For centuries, the meaning of the mysterious and mystical Egyptian hieroglyphs baffled the greatest minds in the world. Then, in 1799, the discovery of the most famous piece of rock in archaeology unravelled the secrets of the script.

A forgotten script

Hieroglyphs dominated the landscape of the Egyptian civilisation. These elaborate symbols were ideal for inscriptions on the walls of majestic temples and monuments, and indeed the Greek word hieroglyphica means 'sacred carvings', but they were too fussy for day-to-day scribbling, so other scripts were evolved in Egypt in parallel. These were the 'hieratic' and 'demotic' scripts, which can crudely be thought of as merely different fonts of the hieroglyphic alphabet.

'The rise of Christianity was responsible for the extinction of Egyptian scripts...'

Then, towards the end of the fourth century AD, within a generation, the Egyptian scripts vanished. The last datable examples of ancient Egyptian writing are found on the island of Philae, where a hieroglyphic temple inscription was carved in AD 394 and where a piece of demotic graffiti has been dated to 450 AD. The rise of Christianity was responsible for the extinction of Egyptian scripts, outlawing their use in order to eradicate any link with Egypt's pagan past.

Detail of example of Coptic script
Ancient Egyptian Coptic script ©
The ancient scripts were replaced with 'Coptic', a script consisting of 24 letters from the Greek alphabet supplemented by six demotic characters used for Egyptian sounds not expressed in Greek. The ancient Egyptian language continued to be spoken, and evolved into what became known as the Coptic language, but in due course both the Coptic language and script were displaced by the spread of Arabic in the 11th century. The final linguistic link to Egypt's ancient kingdoms was then broken, and the knowledge needed to read the history of the pharaohs was lost.

'They assumed that hieroglyphs were nothing more than primitive picture writing...'

In later centuries, scholars who saw the hieroglyphs tried to interpret them, but they were hindered by a false hypothesis.
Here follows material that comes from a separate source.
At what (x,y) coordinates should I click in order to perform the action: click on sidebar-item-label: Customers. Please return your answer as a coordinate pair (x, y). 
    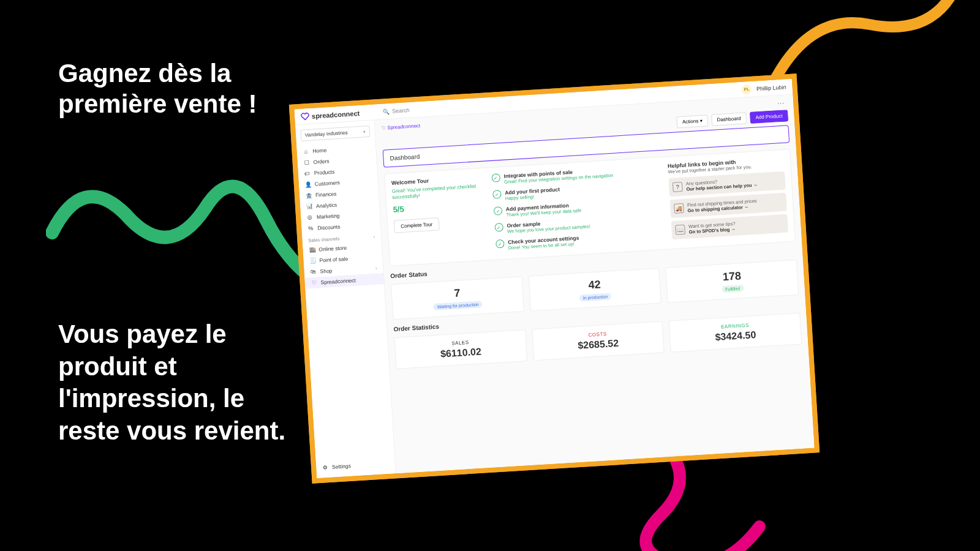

They assumed that hieroglyphs were nothing more than primitive picture writing, and that their decipherment relied on a literal translation of the images they saw. In fact, the hieroglyphic script and its relatives are phonetic, which is to say that the characters largely represent distinct sounds, just like the letters in the English alphabet. It would take a remarkable discovery before this would be appreciated.